Brian Navarrete, who earned the title of “Mr. Gay Pride” in Hawaii’s 2008 Mr., Miss, and Ms. Gay Pride contest by raising the most money in the community fundraiser, said he agreed that there is a greater openness in Hawaii than there has been in recent years for people to publicly support LGBTQ issues. While he says there has been a greater ammount of public support for the LGBTQ community, he remains cautious in his hopes that HB 444 will ultimately be passed this year.

“I’m more optimistic now than I was a few years ago,” Navarrete said. “But a lot of times in the past, when we were expecting [the civil unions bill] to pass, it didn’t. There’s always something they can do to kill it.”

In January, the State Senate passed HB 444 in a two-thirds majority floor vote. A week later, however, the House voted to postpone the bill indefinitely.

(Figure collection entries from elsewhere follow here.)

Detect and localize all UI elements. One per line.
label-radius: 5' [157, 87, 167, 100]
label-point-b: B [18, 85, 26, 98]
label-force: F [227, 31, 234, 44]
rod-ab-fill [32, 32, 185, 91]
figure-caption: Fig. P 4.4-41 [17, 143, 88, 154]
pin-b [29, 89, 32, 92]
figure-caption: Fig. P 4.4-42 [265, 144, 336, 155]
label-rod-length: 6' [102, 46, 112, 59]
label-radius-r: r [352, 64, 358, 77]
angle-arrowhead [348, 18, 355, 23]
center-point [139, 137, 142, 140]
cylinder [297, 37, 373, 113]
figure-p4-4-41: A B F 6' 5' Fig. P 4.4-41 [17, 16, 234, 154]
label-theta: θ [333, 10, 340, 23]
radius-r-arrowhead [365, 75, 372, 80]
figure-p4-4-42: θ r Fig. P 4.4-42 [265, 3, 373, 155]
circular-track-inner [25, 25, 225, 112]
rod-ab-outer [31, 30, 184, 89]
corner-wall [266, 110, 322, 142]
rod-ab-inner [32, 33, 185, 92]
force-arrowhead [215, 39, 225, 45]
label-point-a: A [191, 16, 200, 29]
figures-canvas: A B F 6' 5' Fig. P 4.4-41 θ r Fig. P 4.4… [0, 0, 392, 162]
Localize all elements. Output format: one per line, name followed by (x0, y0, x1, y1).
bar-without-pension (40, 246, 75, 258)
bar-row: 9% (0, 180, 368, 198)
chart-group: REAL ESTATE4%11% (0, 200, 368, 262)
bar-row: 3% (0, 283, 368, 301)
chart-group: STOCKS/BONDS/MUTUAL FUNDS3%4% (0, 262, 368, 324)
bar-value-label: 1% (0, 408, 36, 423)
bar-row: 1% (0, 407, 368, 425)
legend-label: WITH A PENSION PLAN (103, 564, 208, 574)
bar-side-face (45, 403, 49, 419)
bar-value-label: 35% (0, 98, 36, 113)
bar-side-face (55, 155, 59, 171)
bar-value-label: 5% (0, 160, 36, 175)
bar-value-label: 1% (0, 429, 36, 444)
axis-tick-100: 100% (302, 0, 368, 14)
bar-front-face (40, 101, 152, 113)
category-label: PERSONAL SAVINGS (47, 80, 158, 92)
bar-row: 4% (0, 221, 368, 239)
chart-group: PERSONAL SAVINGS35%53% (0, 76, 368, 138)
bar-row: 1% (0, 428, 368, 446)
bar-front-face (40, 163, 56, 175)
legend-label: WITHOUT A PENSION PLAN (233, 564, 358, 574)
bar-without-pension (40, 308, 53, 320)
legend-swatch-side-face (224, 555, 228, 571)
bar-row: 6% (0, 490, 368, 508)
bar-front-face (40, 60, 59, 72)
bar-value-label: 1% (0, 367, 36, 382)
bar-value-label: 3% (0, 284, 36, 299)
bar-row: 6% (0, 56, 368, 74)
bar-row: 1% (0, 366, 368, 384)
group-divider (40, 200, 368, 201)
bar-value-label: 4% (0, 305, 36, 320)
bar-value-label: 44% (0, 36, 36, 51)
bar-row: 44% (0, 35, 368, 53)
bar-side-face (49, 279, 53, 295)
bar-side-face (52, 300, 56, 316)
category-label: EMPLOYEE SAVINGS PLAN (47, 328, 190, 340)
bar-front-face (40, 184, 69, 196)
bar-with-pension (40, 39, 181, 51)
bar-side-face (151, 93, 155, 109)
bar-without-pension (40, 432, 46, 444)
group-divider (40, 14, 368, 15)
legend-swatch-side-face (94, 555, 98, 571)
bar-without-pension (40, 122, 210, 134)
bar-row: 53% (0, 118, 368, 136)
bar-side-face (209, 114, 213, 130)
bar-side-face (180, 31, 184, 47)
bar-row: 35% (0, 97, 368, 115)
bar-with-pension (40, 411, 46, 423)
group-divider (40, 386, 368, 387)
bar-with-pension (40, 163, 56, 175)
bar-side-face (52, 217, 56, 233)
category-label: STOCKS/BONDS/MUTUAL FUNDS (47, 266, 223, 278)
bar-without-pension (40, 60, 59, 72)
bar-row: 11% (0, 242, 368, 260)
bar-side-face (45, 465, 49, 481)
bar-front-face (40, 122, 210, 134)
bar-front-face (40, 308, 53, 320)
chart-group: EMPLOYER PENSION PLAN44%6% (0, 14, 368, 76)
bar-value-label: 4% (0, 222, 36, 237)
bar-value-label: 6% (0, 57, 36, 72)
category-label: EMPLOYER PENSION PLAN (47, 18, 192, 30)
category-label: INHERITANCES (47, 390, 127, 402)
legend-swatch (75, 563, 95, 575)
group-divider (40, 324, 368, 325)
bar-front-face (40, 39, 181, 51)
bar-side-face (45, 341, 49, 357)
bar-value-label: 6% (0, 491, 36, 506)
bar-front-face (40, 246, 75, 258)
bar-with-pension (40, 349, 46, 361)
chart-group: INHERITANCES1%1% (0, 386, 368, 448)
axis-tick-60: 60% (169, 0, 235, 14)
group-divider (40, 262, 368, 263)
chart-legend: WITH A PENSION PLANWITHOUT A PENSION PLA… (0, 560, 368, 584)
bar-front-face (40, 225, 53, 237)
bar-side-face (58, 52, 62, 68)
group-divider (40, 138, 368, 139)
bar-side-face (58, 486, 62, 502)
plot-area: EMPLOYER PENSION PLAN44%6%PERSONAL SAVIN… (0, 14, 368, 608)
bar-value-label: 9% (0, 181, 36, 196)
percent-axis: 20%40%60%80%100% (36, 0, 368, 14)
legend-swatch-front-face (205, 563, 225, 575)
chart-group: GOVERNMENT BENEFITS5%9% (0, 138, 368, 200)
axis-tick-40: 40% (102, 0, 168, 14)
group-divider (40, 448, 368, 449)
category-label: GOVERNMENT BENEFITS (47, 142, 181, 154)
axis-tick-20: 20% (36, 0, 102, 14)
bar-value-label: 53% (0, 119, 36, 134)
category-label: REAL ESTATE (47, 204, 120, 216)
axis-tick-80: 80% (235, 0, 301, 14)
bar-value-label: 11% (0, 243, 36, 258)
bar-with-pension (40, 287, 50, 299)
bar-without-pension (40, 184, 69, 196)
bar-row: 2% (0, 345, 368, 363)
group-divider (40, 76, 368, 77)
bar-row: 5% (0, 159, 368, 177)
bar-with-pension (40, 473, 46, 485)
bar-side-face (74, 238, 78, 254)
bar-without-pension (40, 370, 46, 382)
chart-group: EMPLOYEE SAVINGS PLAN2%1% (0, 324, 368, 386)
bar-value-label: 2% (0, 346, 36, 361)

The House votes were approved by voice vote, leaving no official record of how each representative voted.

While January’s House vote put a major obstacle in HB 444’s ability to pass this session, there is still a way to get the bill “un-postponed.” House Rule 46 states that a bill postponed indefinitely can be put up to a vote again if two-thirds members of the House consent to it.

Groups like Equality Hawaii are also making a final push to convince House members to vote on HB 444 this session.

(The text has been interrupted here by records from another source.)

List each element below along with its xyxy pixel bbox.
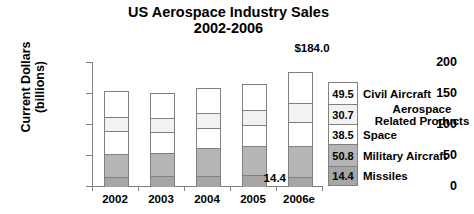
bar-segment-aerospace-related-products-2002[interactable]	[105, 118, 128, 133]
bar-segment-missiles-2004[interactable]	[197, 177, 220, 187]
bar-segment-aerospace-related-products-2005[interactable]	[243, 111, 266, 127]
bar-2005[interactable]	[242, 84, 267, 186]
bar-2004[interactable]	[196, 88, 221, 186]
annotation-missiles-2006e: 14.4	[240, 172, 286, 185]
y-tick-150	[86, 93, 92, 94]
bar-segment-civil-aircraft-2002[interactable]	[105, 92, 128, 118]
bar-segment-civil-aircraft-2005[interactable]	[243, 85, 266, 110]
x-tick-4	[276, 186, 277, 191]
bar-segment-civil-aircraft-2006e[interactable]	[289, 73, 312, 104]
legend-value-aerospace-related-products: 30.7	[329, 109, 357, 121]
x-tick-2	[184, 186, 185, 191]
bar-segment-missiles-2003[interactable]	[151, 177, 174, 187]
legend-label-missiles: Missiles	[363, 170, 474, 183]
bar-segment-military-aircraft-2006e[interactable]	[289, 147, 312, 178]
legend-label-space: Space	[363, 128, 474, 141]
bar-segment-military-aircraft-2002[interactable]	[105, 155, 128, 177]
x-tick-1	[138, 186, 139, 191]
bar-2002[interactable]	[104, 91, 129, 186]
y-axis-title-line1: Current Dollars	[19, 28, 33, 146]
y-tick-100	[86, 124, 92, 125]
bar-segment-space-2005[interactable]	[243, 126, 266, 146]
chart-legend: 49.5Civil Aircraft30.7Aerospace Related …	[328, 82, 358, 186]
legend-value-space: 38.5	[329, 129, 357, 141]
bar-segment-space-2003[interactable]	[151, 133, 174, 153]
bar-segment-military-aircraft-2004[interactable]	[197, 149, 220, 176]
legend-segment-space[interactable]: 38.5Space	[329, 125, 357, 145]
annotation-total-2006e: $184.0	[272, 42, 352, 55]
y-tick-200	[86, 62, 92, 63]
bar-segment-aerospace-related-products-2006e[interactable]	[289, 104, 312, 123]
x-label-2006e: 2006e	[269, 193, 329, 206]
y-tick-label-200: 200	[399, 56, 457, 68]
bar-segment-space-2002[interactable]	[105, 132, 128, 155]
legend-segment-civil-aircraft[interactable]: 49.5Civil Aircraft	[329, 83, 357, 105]
y-axis-title: Current Dollars (billions)	[19, 28, 47, 146]
bar-segment-space-2006e[interactable]	[289, 123, 312, 147]
legend-value-missiles: 14.4	[329, 170, 357, 182]
x-tick-0	[92, 186, 93, 191]
bar-segment-missiles-2002[interactable]	[105, 178, 128, 187]
legend-segment-missiles[interactable]: 14.4Missiles	[329, 167, 357, 185]
bar-segment-missiles-2006e[interactable]	[289, 178, 312, 187]
y-axis-title-line2: (billions)	[33, 28, 47, 146]
legend-value-civil-aircraft: 49.5	[329, 88, 357, 100]
bar-segment-aerospace-related-products-2004[interactable]	[197, 114, 220, 129]
bar-segment-civil-aircraft-2004[interactable]	[197, 89, 220, 114]
bar-2003[interactable]	[150, 93, 175, 186]
legend-segment-aerospace-related-products[interactable]: 30.7Aerospace Related Products	[329, 105, 357, 125]
bar-segment-space-2004[interactable]	[197, 129, 220, 149]
y-axis-line	[92, 62, 93, 187]
bar-segment-aerospace-related-products-2003[interactable]	[151, 119, 174, 133]
legend-segment-military-aircraft[interactable]: 50.8Military Aircraft	[329, 145, 357, 167]
legend-label-military-aircraft: Military Aircraft	[363, 149, 474, 162]
x-tick-3	[230, 186, 231, 191]
legend-value-military-aircraft: 50.8	[329, 150, 357, 162]
legend-label-aerospace-related-products: Aerospace Related Products	[363, 102, 474, 127]
y-tick-50	[86, 155, 92, 156]
legend-label-civil-aircraft: Civil Aircraft	[363, 87, 474, 100]
bar-2006e[interactable]	[288, 72, 313, 186]
x-tick-5	[322, 186, 323, 191]
bar-segment-civil-aircraft-2003[interactable]	[151, 94, 174, 119]
bar-segment-military-aircraft-2003[interactable]	[151, 154, 174, 178]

“What we want people to do first and foremost is to really recognize that the GLBT community is part of the community here, that we’re a productive and strong community that is just like everyone else trying to live their lives in the best way possible, to strengthen their families, to be supportive in the community,” said Equality Hawaii co-chair Tamby Young on Issues That Matter with Lynette Cruz. “The second thing is to stand together with us and to stand up for the rights of all people ... by calling the Legislature, telling their representatives that this is an important issue, that it should be voted on, that it should have its time to come forward, and that the GLBT community deserves to be a part of the whole community, because they are a part of the whole community.”

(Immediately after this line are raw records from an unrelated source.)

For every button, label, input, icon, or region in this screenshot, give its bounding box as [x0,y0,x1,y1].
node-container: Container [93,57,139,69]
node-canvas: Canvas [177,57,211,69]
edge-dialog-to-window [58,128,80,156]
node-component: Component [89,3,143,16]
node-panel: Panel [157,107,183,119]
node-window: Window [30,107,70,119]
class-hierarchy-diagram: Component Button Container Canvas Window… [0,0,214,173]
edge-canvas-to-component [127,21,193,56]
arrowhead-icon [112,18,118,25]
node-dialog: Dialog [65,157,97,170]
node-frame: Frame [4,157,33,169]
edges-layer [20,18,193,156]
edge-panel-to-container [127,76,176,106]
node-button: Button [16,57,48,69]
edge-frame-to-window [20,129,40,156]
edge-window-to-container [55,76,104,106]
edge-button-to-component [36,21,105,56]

In Hawaii, marriage is defined as being “only between a man and a woman.”

The current definition was set after the decade-long legal tug-of-war that occurred when three gay couples sued the Department of Health after it denied them marriage licenses in 1991. The Hawaii Supreme Court ruled in 1993 that the department’s actions were unconstitutional unless the State could provide justification. As a result, in 1996, Circuit Court Judge Kevin Chang’s ruled that the prohibition of same-sex marriage violated the State Constitution’s equal protection clause, which stated marriage licenses could not be denied on the basis of gender.

However, it was when Hawaii voters, in a 285,000 to 127,000 decision, managed to pass a constitutional amendment that allows only opposite-sex couples to marry that active political conversation on the issue was stalled. And in 1999, the Hawaii Supreme Court ruled unanimously against same-sex marriage.

Same-sex couples in Hawaii are currently only able to enter into reciprocal beneficiary relationships with the Department of Health, which allow marriage rights granted by the State that do not pertain to family court (such as alimony, divorce, and child custody resolution) or fair access to health insurance. Reciprocal beneficiaries also do not receive any federal benefits in the same way that opposite-sex married couples do.

Earlier this year, HB 444 opponents said that the issue of civil unions was not something the Legislature should debate during a budget crisis. Equality Hawaii responds by saying that Hawaii’s difficult economic situation makes it urgent for equal rights to be protected.

“We do, within the GLBT community, understand the importance of the budget, understand the importance of the keiki here who are on Furlough Fridays, and that’s all connected,” Young said. “If we deny the simple rights that civil unions will provide, then that’s not equal, and everything is in jeopardy at that point.”